Mr Angry … David Haig as King Lear at the Theatre Royal, Bath. Photograph: Nobby Clark
Mr Angry … David Haig as King Lear at the Theatre Royal, Bath. Photograph: Nobby Clark

What gets your goat? Satirist Joe Queenan certainly knows what annoys him: German tourists, smartphone users, overly peppy cashiers, airports …the list goes on. Don’t let his soporific, NPR-ready voice fool you: the anecdotal examples of his anger exploding (such as smearing a foe’s car with onions from a hot dog stand) show a man whose red mist is never completely absent.
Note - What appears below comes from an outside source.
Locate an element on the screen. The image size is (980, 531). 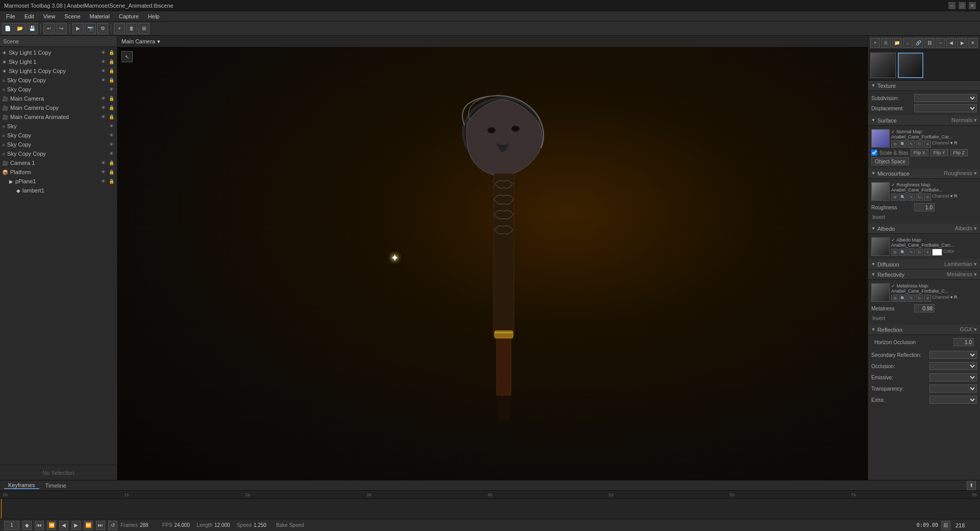
visibility-icon-6: 👁 is located at coordinates (103, 99).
So it seems logical that following Brief Histories of Irony and Blame he should investigate the red devil in A Brief History Of Anger (BBC Radio 4)
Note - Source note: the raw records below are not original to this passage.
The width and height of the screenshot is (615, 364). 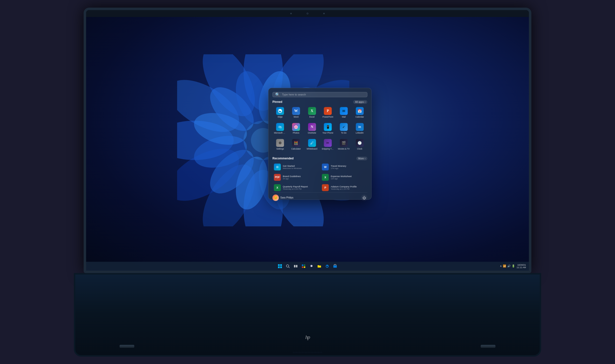 What do you see at coordinates (276, 198) in the screenshot?
I see `user-avatar: 😊` at bounding box center [276, 198].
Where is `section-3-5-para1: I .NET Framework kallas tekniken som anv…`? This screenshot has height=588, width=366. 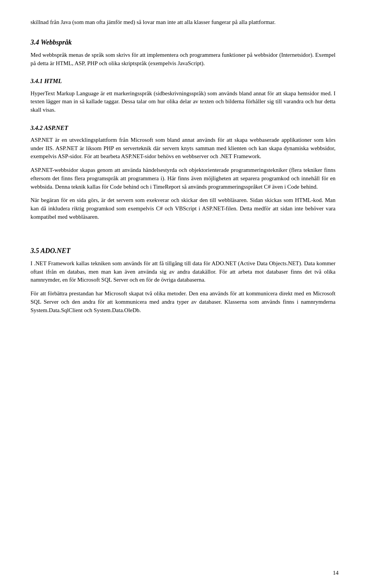
section-3-5-para1: I .NET Framework kallas tekniken som anv… is located at coordinates (183, 272).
Tackling it in all its forms (“suppressed anger, outright anger and the occasional strop”), Queenan attempts to trace the origin of the emotion. But as he discovers, there are no definitive answers to why Euripides wrote about the murderous Medea, why the ancient Greek gods were always raging and what really inspired Dante’s Inferno.

So instead of doing what it says in the title, the programme flirts speculatively with some interesting ideas. One is that the internet “is one-third porn and two-thirds anger, resentment and rage”, another is that good politicians use their ire like a good, stage-managed soundbite, turning it on “to draw an audience in” (according to John Sergeant). Most illuminating, however, is the section on “good anger”. Psychologist Oliver James suggests that anger actually makes the world go round and is “crucial for creativity and social change”, while Matthew Parris argues that the best sort of anger is the righteous kind, which “looks good and sounds good”.
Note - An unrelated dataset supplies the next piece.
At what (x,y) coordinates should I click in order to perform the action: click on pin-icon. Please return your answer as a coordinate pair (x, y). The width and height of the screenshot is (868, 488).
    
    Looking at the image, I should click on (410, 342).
Perhaps the programme makers could have done with a bit more anger themselves, because A Brief History Of Anger can’t really decide what it wants to be: a great collection of material from the archive (including the likes of Trotsky, Russell Crowe and Chris Moyles losing it, live on air) or a more thorough and thoughtful analysis? We end up with neither and instead get something pitched between Grumpy Old Men and an imagined bank holiday special called The 50 Best Angry Moments Ever! Which, depending on how you see it, is just another thing to tick you off.